NIH Record - National Institutes of Health

Director’s Lecture

Stone Discusses Infection Control Research

Dr. Stone smiles at the podium.
Dr. Patricia Stone

Photo:  Marleen Van Den Neste

Dr. Patricia Stone recently presented the final NINR Director’s Lecture of 2019. In her talk “Informing Health Policy Through Science to Improve Healthcare for Older Adults,” she discussed the trajectory of her research career in health outcomes with a focus on infection control among older adults.

“I was convinced that nursing mattered in quality outcomes,” said Stone, describing her motivation to pursue a research career after more than 15 years in clinical nursing, including working as an adult nurse practitioner.

She began her research in infection prevention following the publication of the National Academies’ (then the Institute of Medicine) report To Err Is Human: Building a Safer Health System on preventable medical errors.

According to the report, every year nearly 100,000 patient deaths were linked to or caused by preventable errors. Issues such as severe nursing shortages, an aging workforce, increased demand for services and poor working conditions resulted in difficulty recruiting and retaining qualified nurses, which in turn contributed to these errors.

In her first R01 research grant, Stone examined the relationship between nurses’ working conditions and Magnet hospital certification. She discovered that increased nurse staffing was related to patient safety outcomes, or more plainly, “What’s safe for the patient and safe for the nurse is also good for the system.”

Following this first study, Stone continued her infection prevention research, including exploring the impact of mandatory reporting of hospital-acquired infections and qualitative research on practices in infection-control departments.

She then began studying infection control in nursing homes, including the integration of infection control and palliative care at end of life, as well as infection control in home health care.

Stone noted the policy implications of her work, which has influenced federally mandated reporting of hospital infections and CMS final rule 483, which requires nursing homes to employ a specialist in infection prevention.

She encouraged those interested in research to start small, ask important questions, learn from mistakes and build upon successes. Most importantly, she emphasized the need for researchers to always be thinking about how their results will affect patient outcomes.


_What to do:_ Would you copy the lines below exactly and omit the images?

_Spatial localization data:_

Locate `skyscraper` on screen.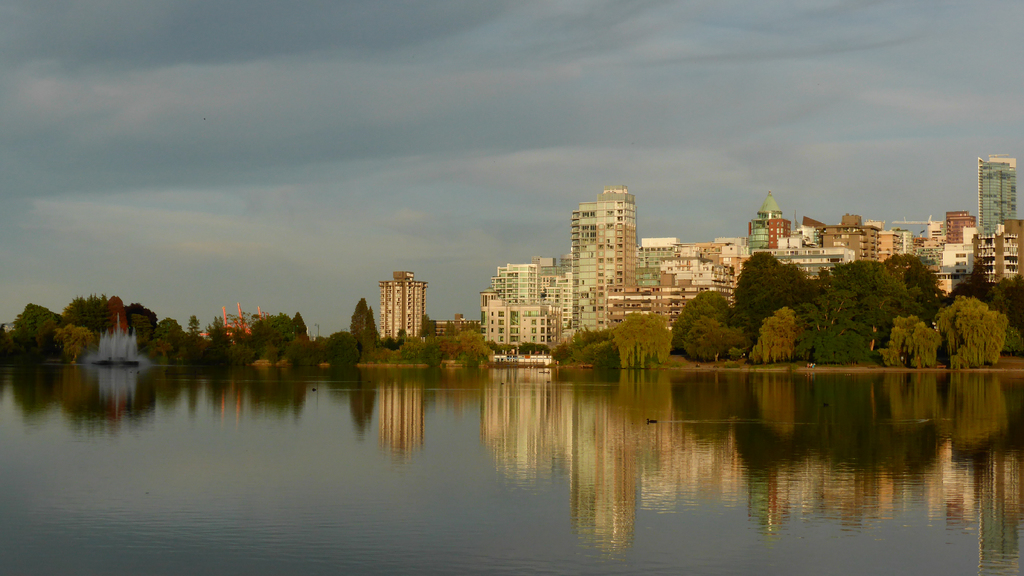
On screen at pyautogui.locateOnScreen(976, 156, 1021, 234).
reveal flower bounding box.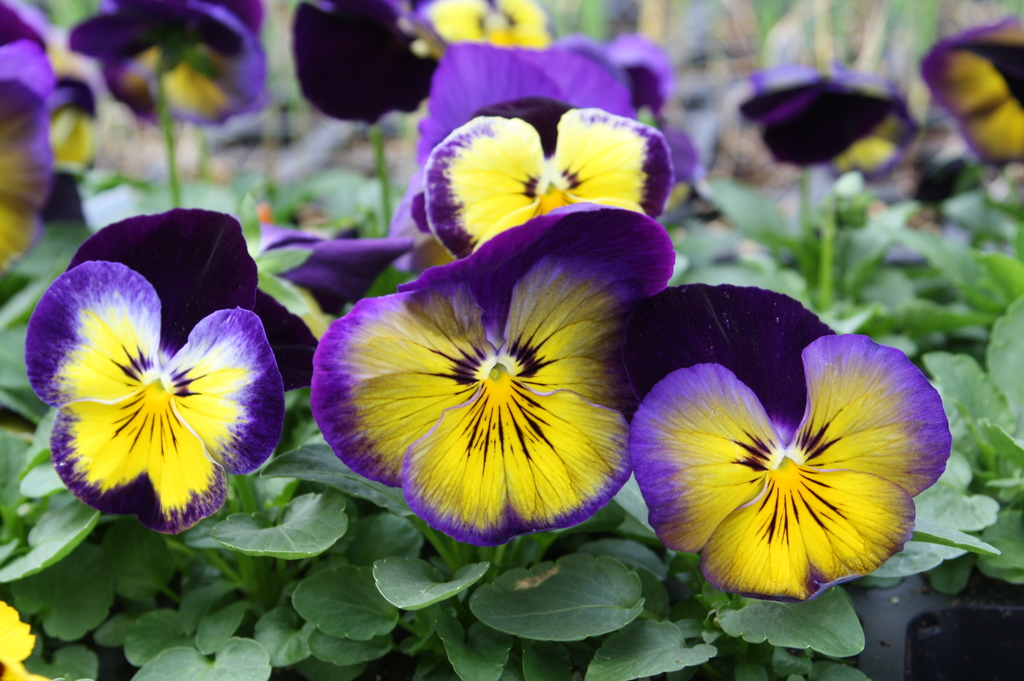
Revealed: pyautogui.locateOnScreen(627, 339, 942, 614).
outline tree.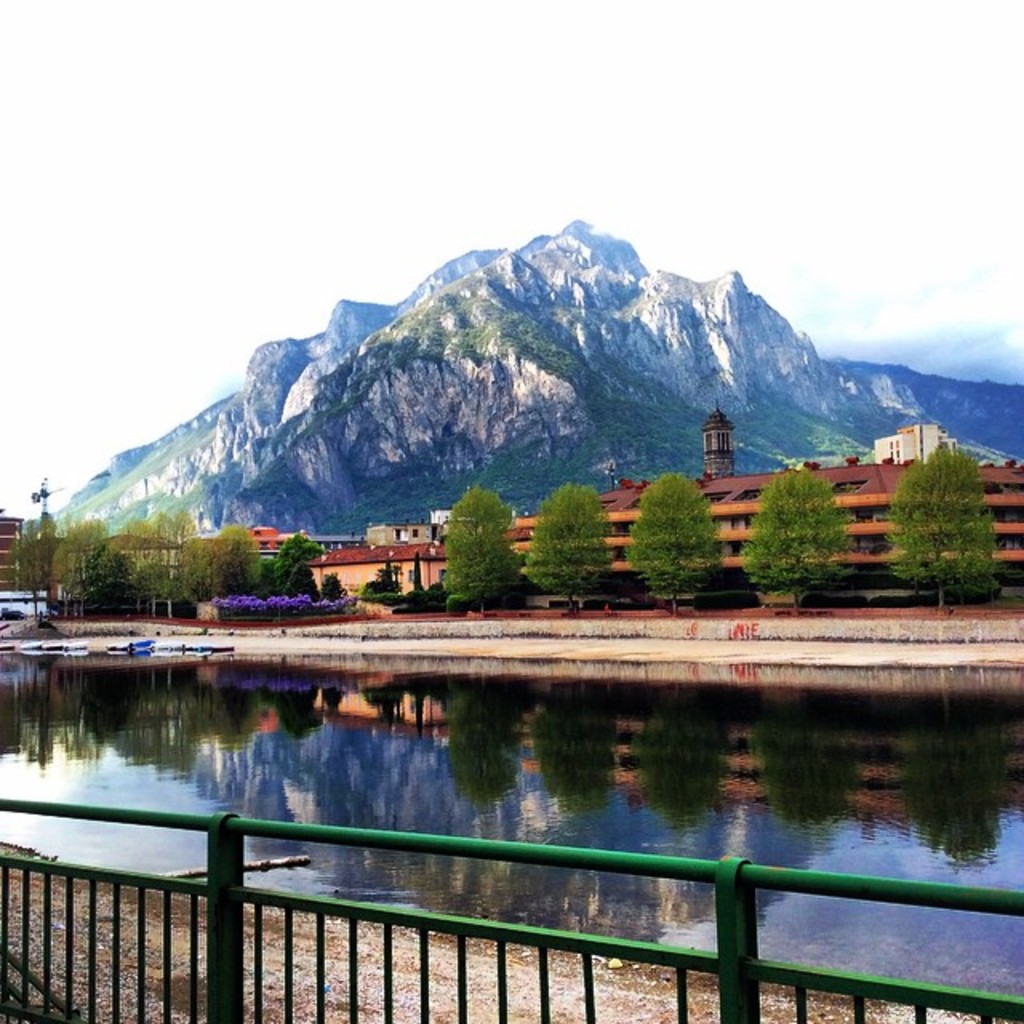
Outline: region(440, 470, 539, 613).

_Worked solution:_
Locate `skyscraper` on screen.
On screen at pyautogui.locateOnScreen(976, 156, 1021, 234).
reveal flower bounding box.
Revealed: pyautogui.locateOnScreen(627, 339, 942, 614).
outline tree.
Outline: region(440, 470, 539, 613).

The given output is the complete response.